Alberta has gotten less vaccines per percentage of population.

10 percent of the vaccines handed out versus 11.5 percent of the national population.

So due to this, they have a harder time keeping up with Ontario, who has received 40 percent of the vaccines for their 39 percent of the population.

All said, seeing as Alberta is doing a much better job actually getting most of their jabs in arms instead of stockpiling them for...whatever reason Ontario is doing it, you should maybe tone down your mocking. It isn't working. I love checking these numbers. I could do this all day.
 
Every jail in Ontario has been offered in house shots for guards and inmates.

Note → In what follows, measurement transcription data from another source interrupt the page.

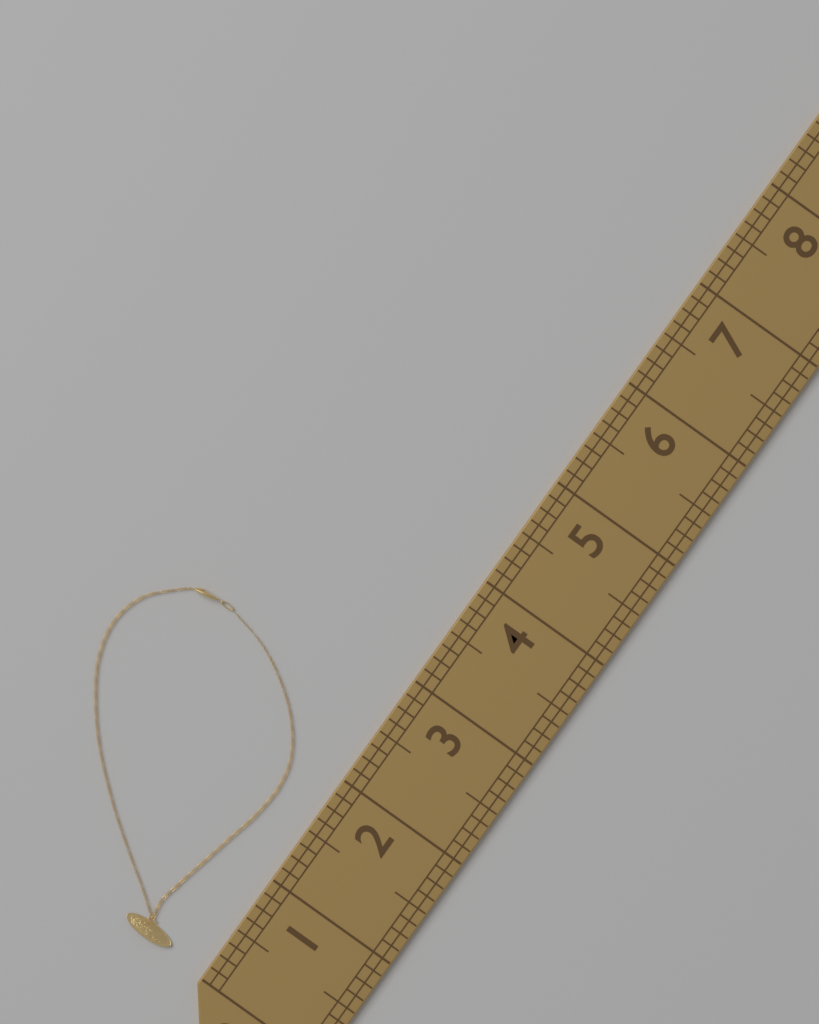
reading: 2.625 (no unit)
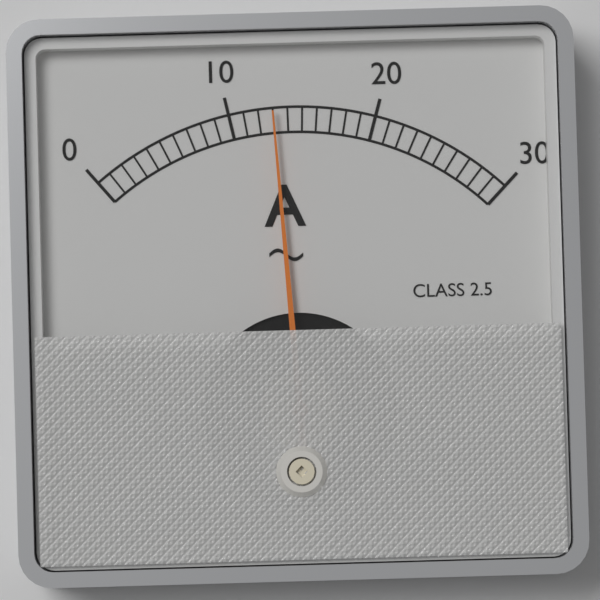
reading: 13 A
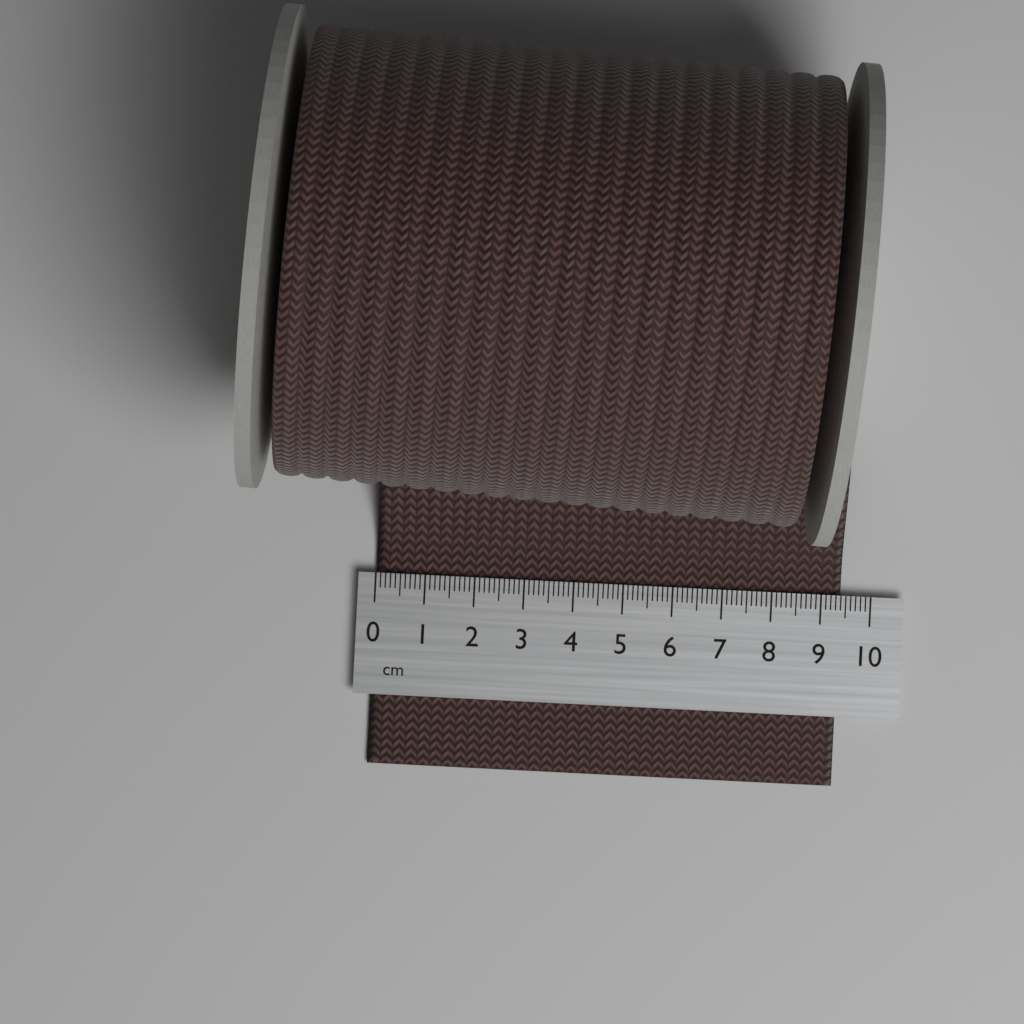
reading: 9.4 cm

Large percentage of inmates would not partake.
The fact you don't know that means to me that there is media phugery going on to make things seem worse.
 
We clearly on a par with the highly bureaucratic European community when it comes to acquiring and distributing these vaccines and fall well behind our British and American cousins. Hard to believe that the British health system is outperforming us.

🍻 🤔

Not really hard at all. The OECD has been publishing data on health care for years ~ OECD Health Statistics 2020 - OECD ~ and Canada has, consistently, been amongst the countries with more expensive health care systems but, also, near the very bottom of the heap when it comes to health care quality as the OECD defines "outcomes."

A solid majority of Canadians believes that Canada's health care system is "world-class" and so on, while, much to the intense satisfaction of most people on the über progressive left, Americans are dying on the street because they have no health insurance or something. A solid majority of Canadians are delusional ... on both counts.

The Canada Health Act imposes a single-payer system that is unsustainable. Almost every OECD country has universal health care (I"m not sure about Chile and Columbia) but only one has a law that forbids private funding. Every year, here in Canada, elected leaders must decide how to fund an ever-growing demand for health services. They have two choices: 1. raise taxes ~ something that can be political suicide; or 2. cut funding for e.g. education or transportation. They can also beg Ottawa to increase transfers. They cannot tell people to buy additional health insurance as the people of Australia, Belgium, the Czech Republic, Denmark and Estonia all do. There might be a reason why no other OECD country ever copied Canada's health care system.

What Tommy Douglas promised, back in the 1950s, was relief from "catastrophic medical bills." No one, I hope, wants to go back to the days ~ and they really existed ~ when the state of the family purse decided if a doctor could be called or home remedies would have to suffice. But few people expected to walk out of a doctor's office without having to have paid at least something for the service rendered. The Canada Health Act takes Karl Marx's dictum of "from each according to his ability, to each according to his needs" to its logical extreme.